Sunday, April 10, 2011

How is the church an easy target for satire in The Adventures of Huckleberry Finn?What are some examples of satire that Twain uses on the church...

In Mark Twain's classic, The Adventures of Huckleberry Finn, satire abounds.  As he humorously criticizes religion, Twain often focuses on the hypocrisy of the "good Christians."  In one instance, Huck relates how the Widow Douglas coerces him into going to church, she teaches him Bible verses, and chastises him severely for smoking even though, as Huck relates,



...she took snuff, too; of course, that was all right because she done it herself.



In another instance, when Huck stays with the Grangerfords, the men attend church, but bring their guns, symbolic, of course, of violence and murder.  
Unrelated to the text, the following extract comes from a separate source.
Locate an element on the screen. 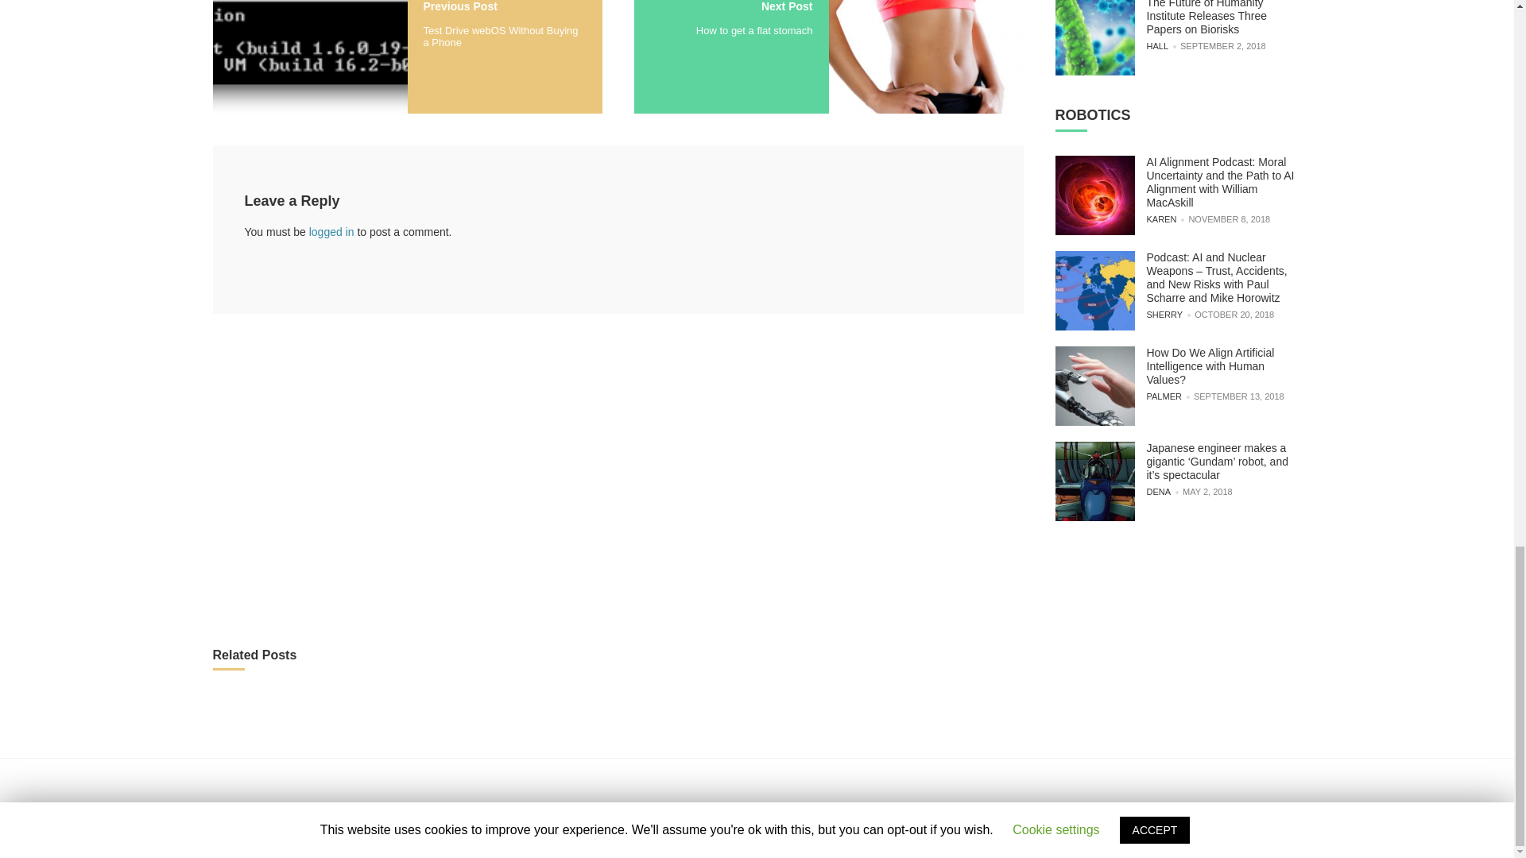  logged in is located at coordinates (331, 232).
Further in the novel, the Dauphin easily deceives the religious crowd of mourners in Chapter XX.  After the preacher cries out,



Oh, come to the mourners' bench! come, black with sin! (amen!) come, sick and sore! (amen!)...



With hilarious irony, the king responds to the call and asks the preacer if he can be allowed to speak.  Then, he fabricates a story of how he has been a pirate, but now he is a changed man thanks to a preacher in a tent in Pokeville, "the truest friend a pirate ever had!" 


When the king feigns tears, "so did everybody." The so easily emotionally swayed crowd cries. Then someone "sings out,'Take up a collection!'"  And, another encourages with "Let him pass the hat around!"  Thus, in this instance, Twain satires the unthinking and religious fools that are so easily swayed and duped by one of the greatest hypocrites of the novel.